Annoyed, Max put the bottle back down on the bar. "Where is she?"
The man coughed before finally asking, "Who?"
Impatience clawed at Max as he struggled to clear his head. It still felt as if all his thoughts were under water.
"The woman I was in here with last night. And before you tell me that you don't know who I'm talking about, I saw the way you looked at her. Like you'd already met. If you didn't know her, you wouldn't have put me in your back room to sleep it off."
The bartender laughed. It sounded more like a cackle and was followed up by a hacking cough. "I don't know her. Not in any real sense of the word. She's been here a few times and she gave me fifty bucks to let you sack out in the back room." He picked up the broom again and began sweeping halfheartedly. "Would've given me ten more if the lock on the door worked, but it's busted, just my luck."
Max didn't know if he was buying into this, but the buzz in his head was making it hard to think. "So you don't know her."
The man paused again, his expression wistful beneath the day old stubble. "No, but I'd sure like to. Don't meet many of those in my line of work—fiery, not used up," he clarified, then gestured around the establishment. "'Case you hadn't noticed, thi
s isn't exactly an upscale club."
Max didn't bother commenting. He needed answers and if he wasn't going to get them from this character who was little more than one step removed from a barfly himself, he had to fall back on a tried-and-true method. "Got a phone around here?"
The bartender reached behind the bar and brought out an old-fashioned, stark black dial-up telephone straight out of the last century. He placed it on the bar in front of Max.
"But it'll cost you," he said as Max reached for the telephone.
Digging into his pocket, Max pulled out a bill, glanced at it to see the denomination and slapped it down on the counter. Pulling the telephone over, Max dialed his office number back in Newport Beach. Three rings later, he heard his grandfather pick up and give the name of the agency.

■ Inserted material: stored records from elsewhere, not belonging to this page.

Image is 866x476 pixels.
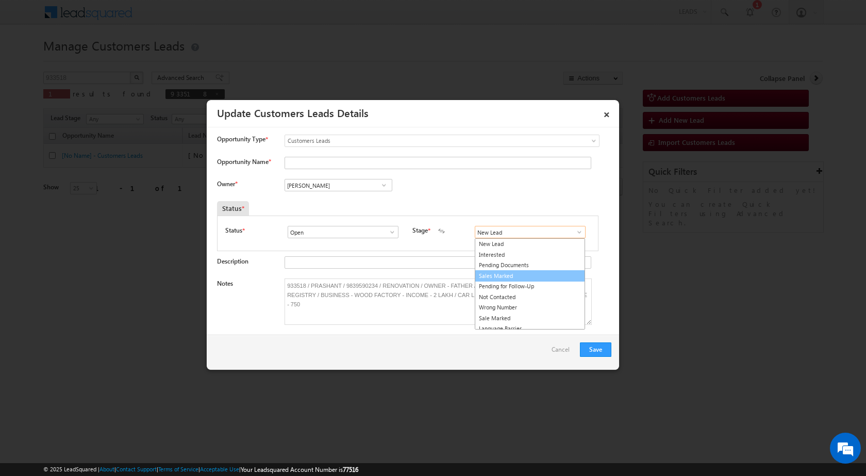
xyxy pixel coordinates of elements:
[475,292,585,303] a: Not Contacted
[475,302,585,313] a: Wrong Number
[570,227,583,237] a: Show All Items
[552,342,575,362] a: Cancel
[377,180,390,190] a: Show All Items
[475,239,585,249] a: New Lead
[169,5,194,30] div: Minimize live chat window
[43,464,358,474] span: © 2025 LeadSquared | | | | |
[217,158,271,165] label: Opportunity Name
[18,54,43,68] img: d_60004797649_company_0_60004797649
[217,180,237,188] label: Owner
[343,465,358,473] span: 77516
[241,465,358,473] span: Your Leadsquared Account Number is
[217,279,233,287] label: Notes
[288,226,398,238] input: Type to Search
[580,342,611,357] button: Save
[475,281,585,292] a: Pending for Follow-Up
[99,465,114,472] a: About
[285,179,392,191] input: Type to Search
[285,135,600,147] a: Customers Leads
[475,226,586,238] input: Type to Search
[475,323,585,334] a: Language Barrier
[412,226,428,235] label: Stage
[383,227,396,237] a: Show All Items
[158,465,198,472] a: Terms of Service
[54,54,173,68] div: Leave a message
[217,257,248,265] label: Description
[217,105,369,120] a: Update Customers Leads Details
[475,270,585,282] a: Sales Marked
[151,318,187,331] em: Submit
[13,95,188,309] textarea: Type your message and click 'Submit'
[200,465,239,472] a: Acceptable Use
[475,313,585,324] a: Sale Marked
[598,104,615,122] a: ×
[285,136,557,145] span: Customers Leads
[225,226,242,235] label: Status
[217,201,249,215] div: Status
[217,135,265,144] span: Opportunity Type
[116,465,157,472] a: Contact Support
[475,249,585,260] a: Interested
[475,260,585,271] a: Pending Documents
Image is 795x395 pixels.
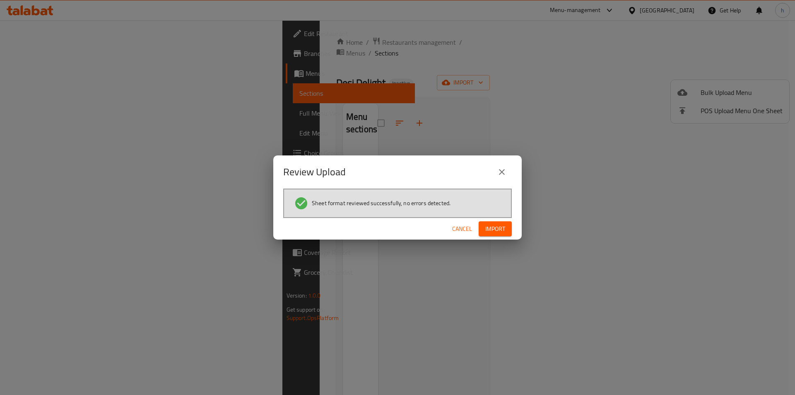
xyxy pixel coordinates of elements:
[485,224,505,234] span: Import
[479,221,512,236] button: Import
[312,199,450,207] span: Sheet format reviewed successfully, no errors detected.
[452,224,472,234] span: Cancel
[283,165,346,178] h2: Review Upload
[449,221,475,236] button: Cancel
[492,162,512,182] button: close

"Hi, it's Max," he said into the receiver. He talked quickly, before his grandfather could ask any questions. "I need you to look someone up for me. Cara Rivers. Get me everything you can find: driver's license number, address, priors if there are any, everything," he emphasized again.
"What state am I looking in?" Bill asked, knowing better than to assume anything. Max got around.
Max paused, thinking, trying to pluck facts out of the murky sea that still surrounded his brain. Concentrating, he remembered the woman mentioning something about Shady Rock, Colorado. Maybe that was her point of origin. It was worth a try.
"Colorado." He saw the bartender looking his way. The man made no effort not to look as if he was listening. "Start with a place named Shady Rock."
"Shady Rock, huh?" Bill chuckled. "That's almost as good as Truth or Consequences, New Mexico, or that other place, Hot Coffee."
Max was not in the mood to see the humor in anything, least of all his condition. He was supposed to be able to see through people like Cara Rivers. And most of all, he wasn't supposed to get himself drugged.
"Almost," he agreed. Covering the receiver as he heard his grandfather begin to slowly type on the computer keyboard, Max looked at the bartender. "Got any coffee around here?"